The three animals observed her as she looked down at them. They didn’t charge when she jumped from the jeep. They didn’t move
at all. They simply stood and watched her with their dark intelligent eyes. After a while, the biggest of the three took a few steps towards Hannah, pawed at the soft earth, and then with a final look, turned and headed back into the forest. Its companions followed close behind.
“What in heavens name was that all about?” Jerry had arrived but had hung back to watch. He had his gun but had a feeling that had he taken a shot he would be the next one fed to the pigs down the hill.
“I think it’s time I got some more piglets, Jerry.” Hannah was good as her word; three tiny piglets came and joined her on the farm. They were perfectly pink and happy. Hannah felt the hole that had been left in her heart since the loss of her last sounder begin to mend. This time she felt these little, perfect piglets would live to see old age.
A week and a half after their arrival, the boars came back to visit the new additions to the farm. Jerry, of course, overreacted.
“The heck are you doing letting them near the babies; they will eat them!”

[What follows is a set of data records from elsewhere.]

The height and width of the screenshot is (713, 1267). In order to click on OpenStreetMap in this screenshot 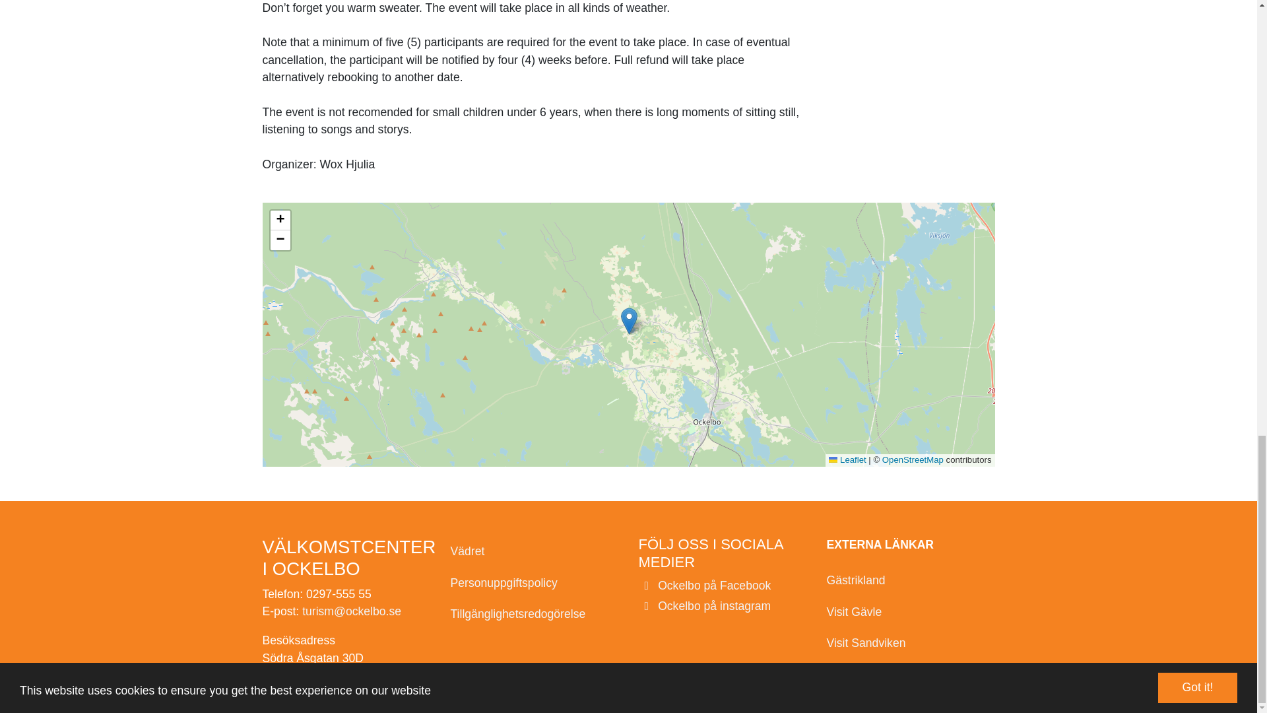, I will do `click(913, 459)`.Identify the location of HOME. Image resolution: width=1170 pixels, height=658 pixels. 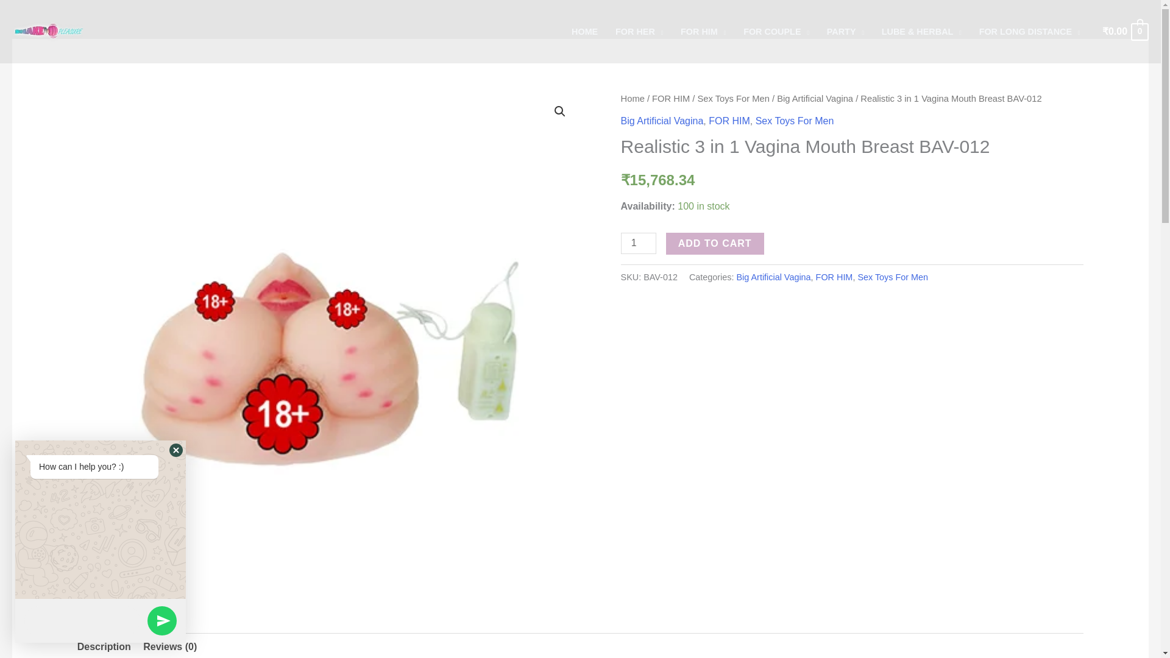
(585, 32).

Hannah just shook her head and left them be, they were, after all, distant cousins, and she was sure no harm would come to them. It had taken her a while to work out that these boars were the descendants of her lost three little pigs. It was touching that they had come back to the farm, and there was no way she was going to discourage them. She truly believed no harm would befall them in regard to the boars.
That night when she visited her new additions before turning in, she noticed the boars were still milling about the fence. This was curious behaviour; they were not in any way domesticated, and boars by nature tend to keep as far from humans as they could get. So, to find the three of them rooting through the grass made her wonder what was going on.
“Well, my little boars, I don’t know why you are here, but you are very welcome. If you are still here in the morning, I’ll get you a nice chunk of poacher from the freezer.” She thought for a moment. “I’ll have Jerry drag the old trough out for you too. Goodnight.”